A single evaluator’s mark is rarely the final word. In a well run process, several evaluators, often three to five, score the responses independently first, so nobody is swayed by anyone else. They then meet for a moderation discussion, compare their scores, talk through the differences, and agree a consensus mark for each answer, with the reasons recorded.

That record matters to the buyer, because an unsuccessful bidder can challenge the result, and the notes are the audit trail that defends it. It matters to you too. Under the Procurement Act 2023, buyers issue an assessment summary that sets out your scores and the reasons for them against each criterion. That is gold for your next bid, and the moderation room is covered further in What happens to your proposal after you submit it.

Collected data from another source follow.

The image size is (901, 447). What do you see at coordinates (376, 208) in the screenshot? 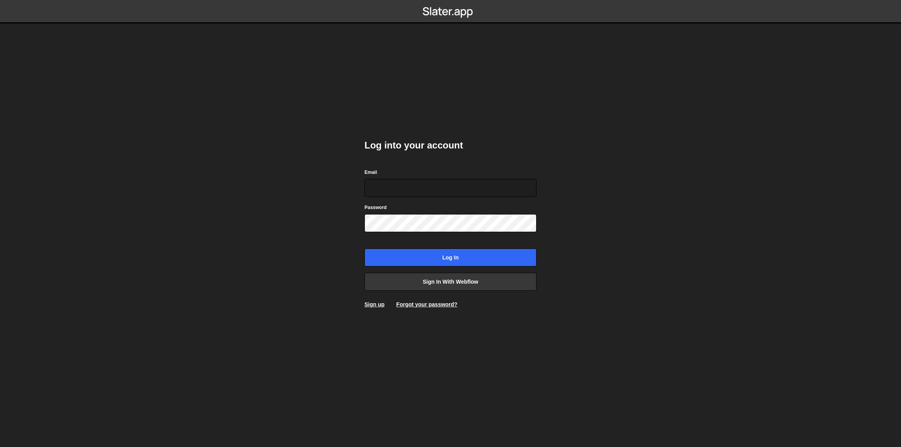
I see `label: Password` at bounding box center [376, 208].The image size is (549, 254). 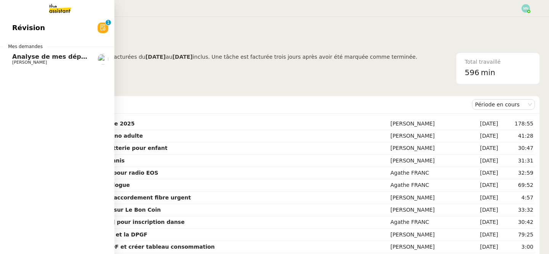 What do you see at coordinates (305, 57) in the screenshot?
I see `span: inclus. Une tâche est facturée trois jours après avoir été marquée comme terminée.` at bounding box center [305, 57]. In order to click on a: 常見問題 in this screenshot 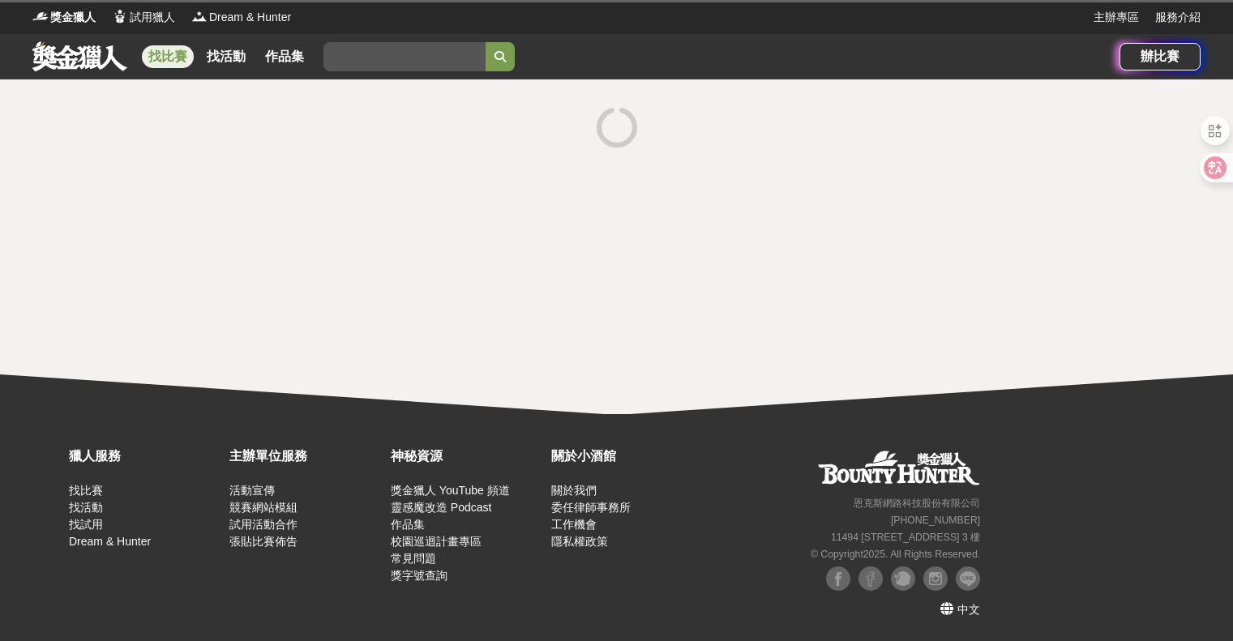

What this means for how you write

Put it together and the method writes itself. Read the criteria and the weightings first. Answer each question directly, against the words the buyer used, and put each answer where it is asked for rather than trusting an evaluator to find it elsewhere. Make every claim specific and evidenced, and spend your time in proportion to the marks. Write for someone who does not already know your business, in plain language, leading with evidence.

A quick word on pitches that are not formal tenders. A private client choosing an agency or a consultancy may not publish a 0 to 5 matrix or run a moderation panel. The process is lighter, but the logic is the same. The buyer still has criteria in mind, whether written down or not, and a specific, evidenced answer still beats a generic one. So an agency founder can use the same discipline, working out what the client is really scoring on and writing straight to it, even when nobody hands them a scorecard.

None of this is a matter of taste or luck. Scoring is a structured assessment against published criteria, and the bidders who understand that write towards it instead of hoping a good read carries them through. That is also exactly where AI earns its place in bid work. Not writing your answers, which it should never do, but helping you check them against the criteria before you submit, while there is still time to turn a 3 into a 5.